Reproduce the records exactly, but not the pictures.

━━━━━━━━

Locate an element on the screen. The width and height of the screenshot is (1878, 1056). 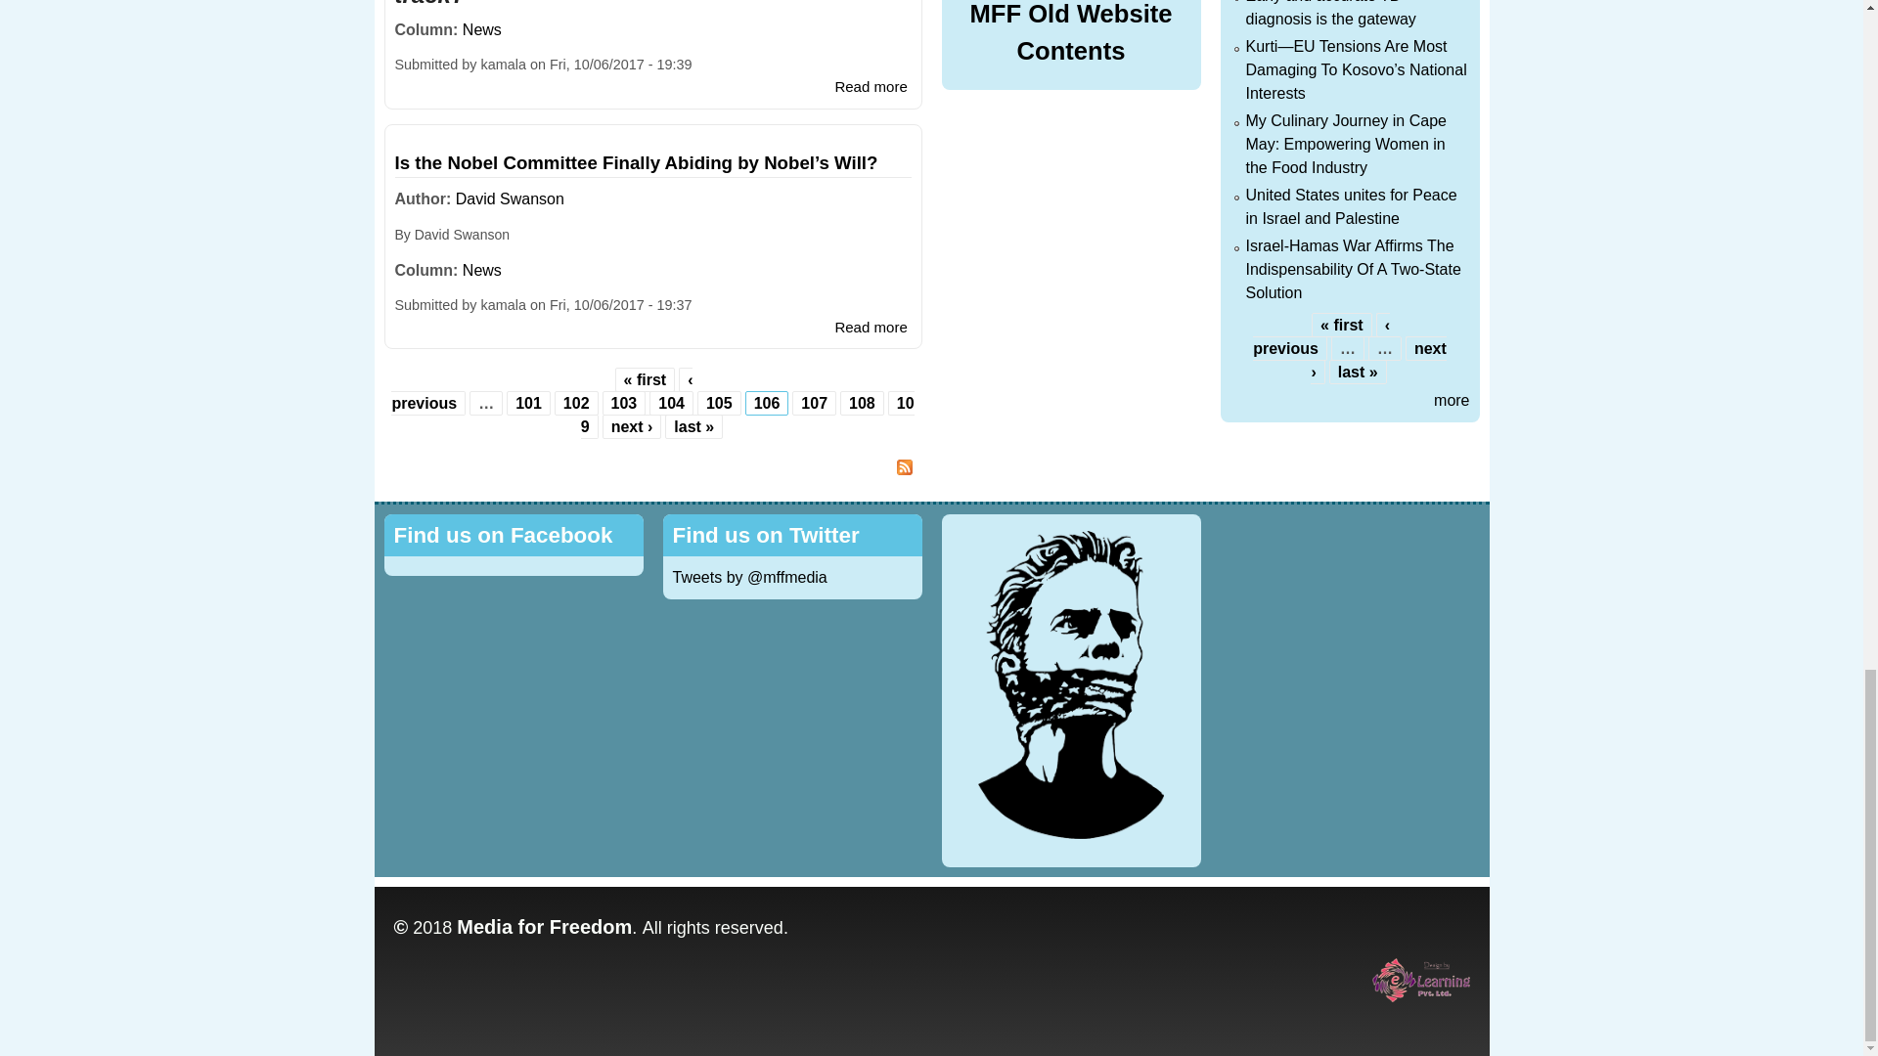
108 is located at coordinates (861, 403).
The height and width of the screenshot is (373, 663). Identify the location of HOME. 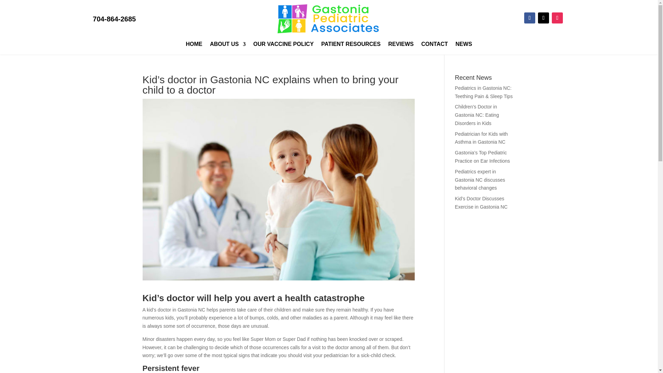
(194, 45).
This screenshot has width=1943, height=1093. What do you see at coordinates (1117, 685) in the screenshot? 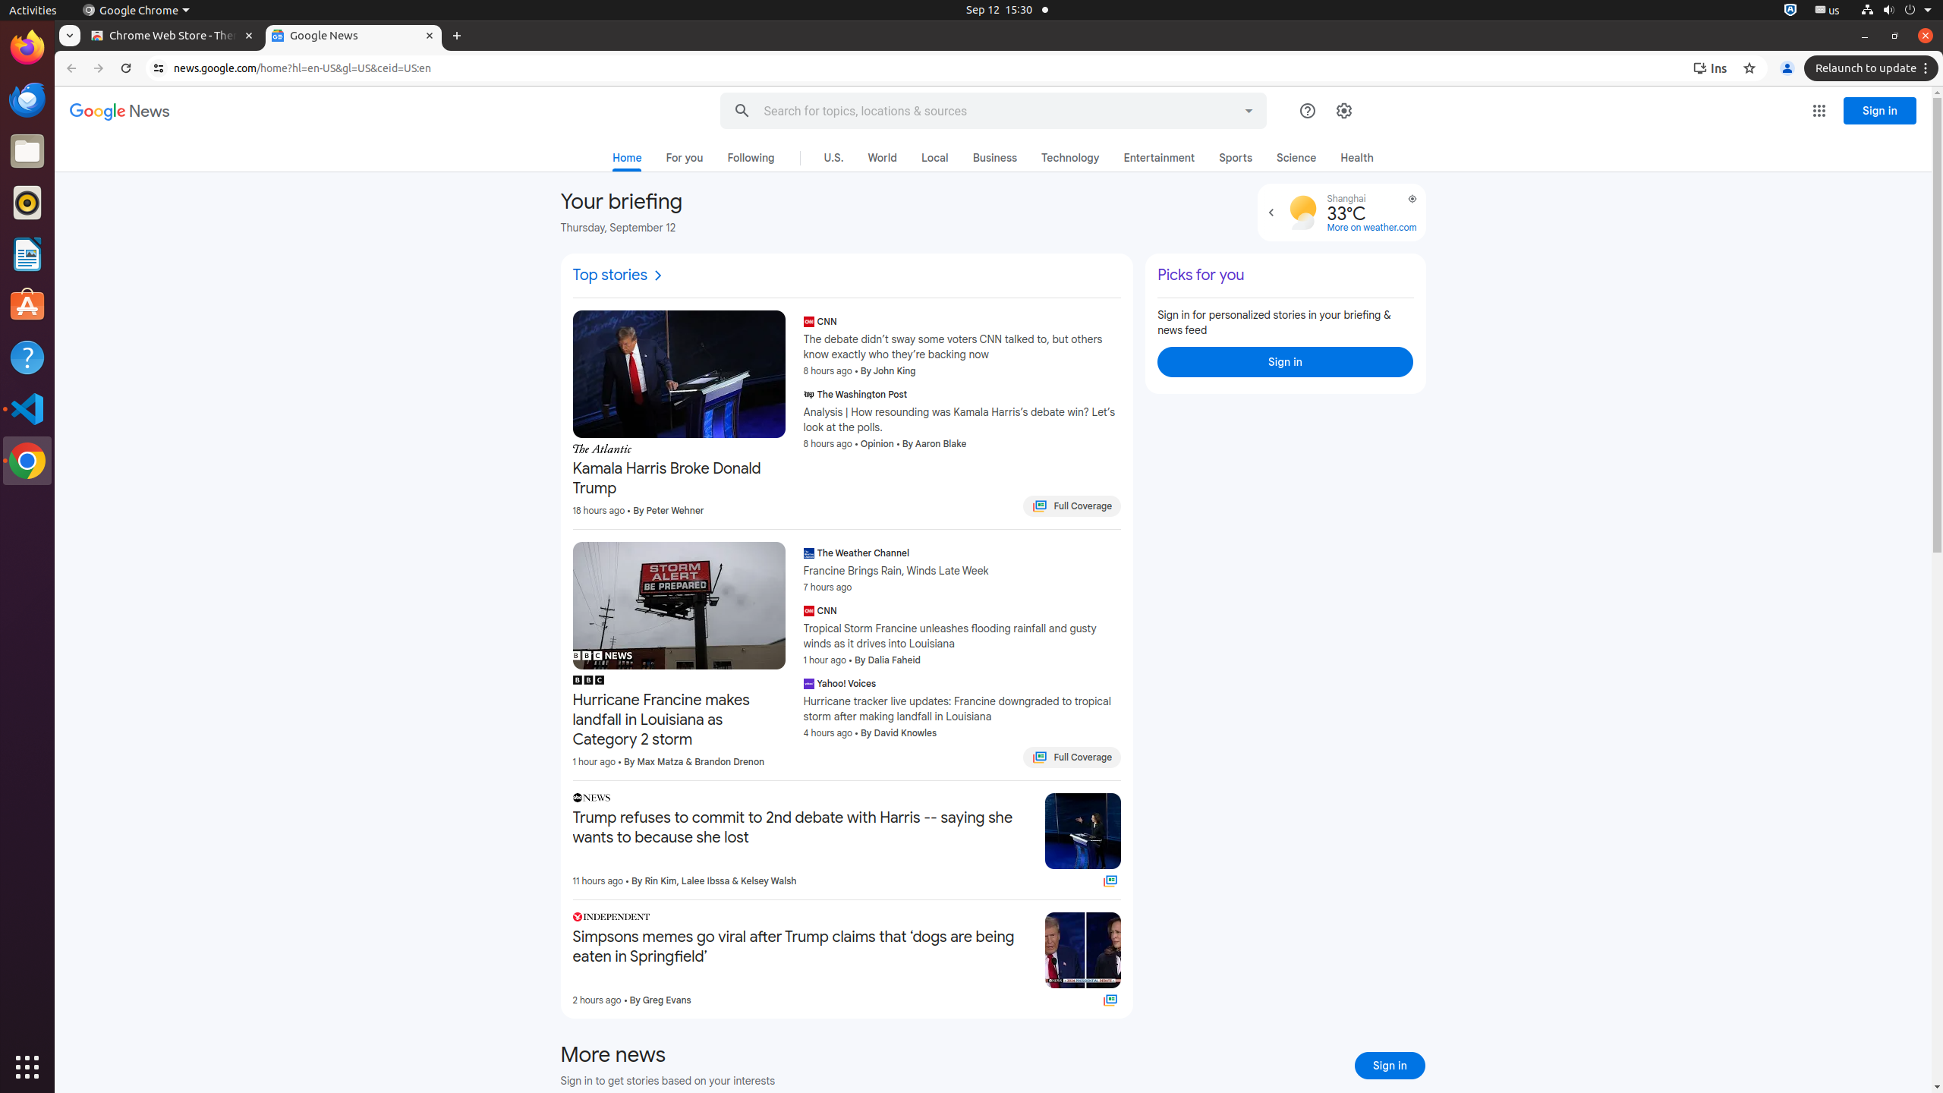
I see `More - Hurricane tracker live updates: Francine downgraded to tropical storm after making landfall in Louisiana` at bounding box center [1117, 685].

━━━━━━━━

[Exercise result]
Locate an element on the screen. The width and height of the screenshot is (1878, 1056). 
108 is located at coordinates (861, 403).
The height and width of the screenshot is (373, 663). Identify the location of HOME. 
(194, 45).
This screenshot has width=1943, height=1093. What do you see at coordinates (1117, 685) in the screenshot? 
I see `More - Hurricane tracker live updates: Francine downgraded to tropical storm after making landfall in Louisiana` at bounding box center [1117, 685].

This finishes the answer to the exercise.